Quick, Someone Tell the Intelligence Committee!

The Senate Intelligence Committee has issued Saddam a clean bill of health, as far as international terrorism is concerned. That is, they say he had no relationship with al Qaeda. But Iraq’s deputy prime minister, Barham Salih, begs to differ:

“The alliance between the Baathists and jihadists which sustains Al Qaeda in Iraq is not new, contrary to what you may have been told.” He went on to say, “I know this at first hand. Some of my friends were murdered by jihadists, by Al Qaeda-affiliated operatives who had been sheltered and assisted by Saddam’s regime.”

A Kurdish politician who took his high school exams from inside a Baathist prison, Mr. Salih said he was the target of the alliance between jihadists, Baathists, and Al Qaeda in 2001, when a group known as Ansar al-Islam tried to assassinate him. In 2002, envoys of the Patriotic Union of Kurdistan, one of the two Kurdish parties sharing sovereignty over northern Iraq between the two Iraq wars, presented the CIA with evidence that the organization that tried to kill Mr. Salih had been in part funded and directed by Saddam Hussein’s Republican Guard.

The Senate’s report declassifies a July 2002 Defense Intelligence Agency study of Ansar al-Islam as a possible link between Saddam’s Iraq and Al Qaeda that concludes that, even if it can be proven, as Mr. Salih at the time alleged, that the Baathist regime supported the group, “it will not necessarily implicate the regime in supporting Al Qaeda.” The DIA concludes that Ansar al-Islam “receives assistance” from Al Qaeda but is not a branch of the terrorist organization.

This last point is the kind of sophistry that defenders of Saddam are forced to resort to. There is no doubt that Ansar al Islam was a dangerous terrorist group; among its activities was the production of ricin to be used in terrorist acts in Europe. The left’s conventional defense of Ansar al Islam is that it was located in the northern part of Iraq, and therefore under the presumed dominion of the Kurds. But so what? They were in Iraq, and Saddam not only tolerated but supported them. The Kurds had no ability to drive them out. The idea that Saddam is insulated from al Qaeda because Ansar was only supported by al Qaeda, but was not a “branch” of al Qaeda, is the kind of silliness liberals engage in on this issue. Ansar was a terrorist Islamic group, and Saddam both harbored and supported them.

Likewise with the claim that Saddam had no idea that Zarqawi was inside Iraq for over a year before the Iraq war began, conducting terrorist operations from Iraqi soil. I think that claim is highly unlikely, and that Saddam, at a minimum, tolerated Zarqawi and the other al Qaeda refugees from Afghanistan because of their shared goals. But again, what is the point? Zarqawi organized and carried out, from Iraq, the assassination of American diplomat Laurence Foley, in Jordan, in December 2002. So again, there is no question Saddam’s government harbored terrorists who carried out terrorist acts against the United States from Iraqi soil.

Saddam’s support for Ansar, his ongoing efforts to shoot down American aircraft, his twice launching invasions of neighboring states; the atrocities carried out by Iraqis in Kuwait; Saddam’s attempt to murder a former President of the United States; his hosting of conferences of Islamic radicals in Baghdad; his payment of bounties to the families of suicide bombers; and his steady pursuit of weapons of mass destruction, over a period of decades, amply warranted his removal from power. As Congress and the Clinton Administration recognized in 1998. The fact that al Qaeda terrorists were conducting operations against Americans from the shelter of Iraq, without any interference from Saddam’s government, was just one more reason why Saddam had to go.

Of all of the strange tactics pursued by the Left in connection with the Iraq war, the attempt to rehabilitate Saddam Hussein is, I think, the strangest.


__DIRECTIONS__:
Keep the images out while you retype all of the data exactly.

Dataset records
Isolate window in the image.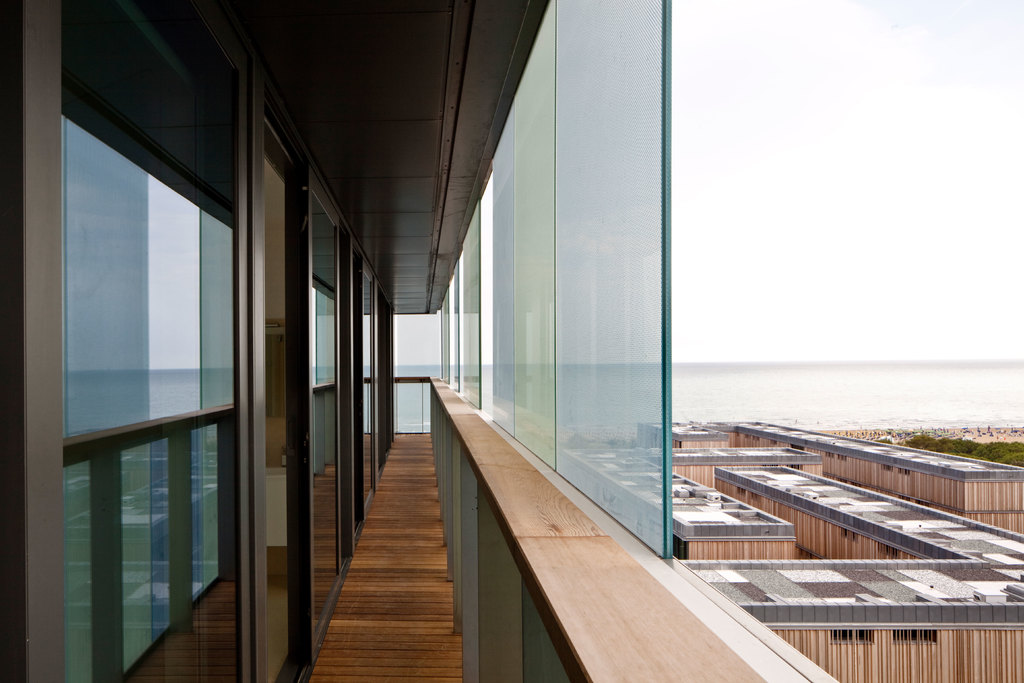
Isolated region: crop(737, 489, 749, 499).
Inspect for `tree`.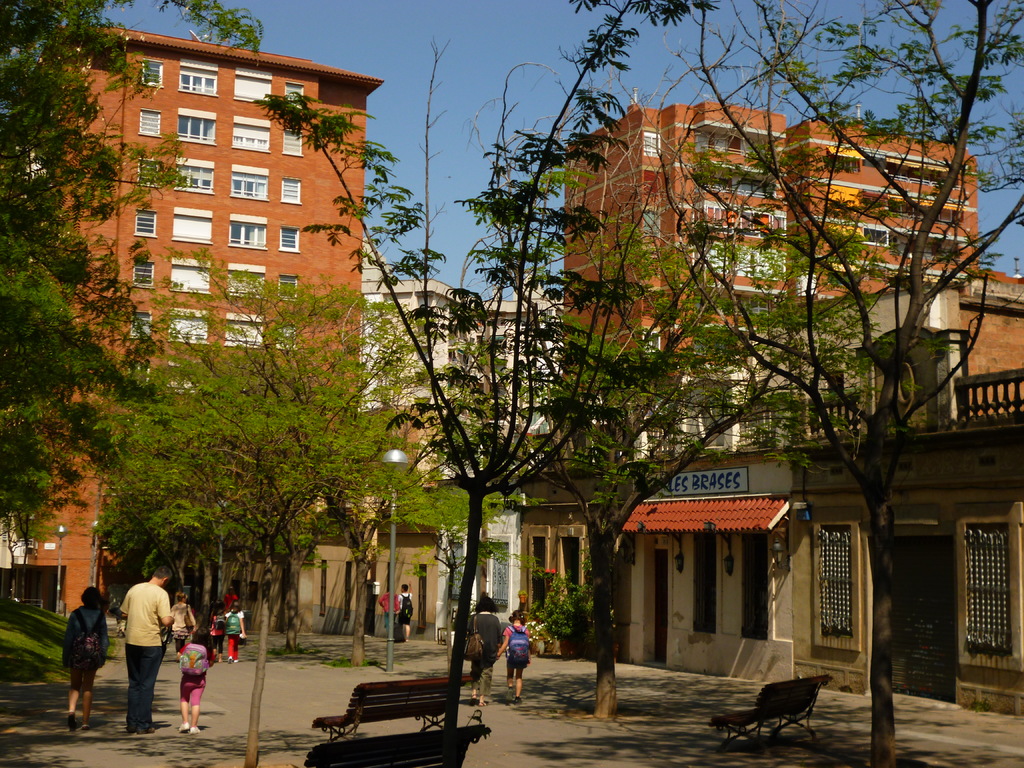
Inspection: x1=643 y1=0 x2=1023 y2=767.
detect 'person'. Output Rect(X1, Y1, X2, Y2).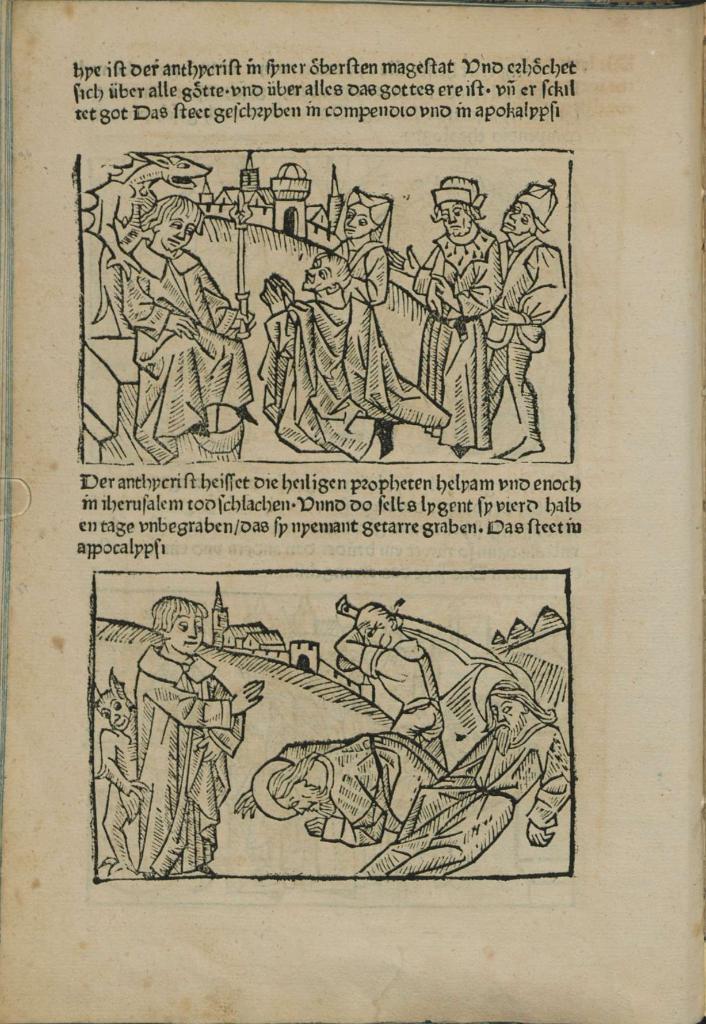
Rect(389, 162, 502, 451).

__COMPLETED EXERCISE__:
Isolate window in the image.
Isolated region: crop(737, 489, 749, 499).
Inspect for `tree`.
Inspection: x1=643 y1=0 x2=1023 y2=767.
detect 'person'. Output Rect(X1, Y1, X2, Y2).
Rect(389, 162, 502, 451).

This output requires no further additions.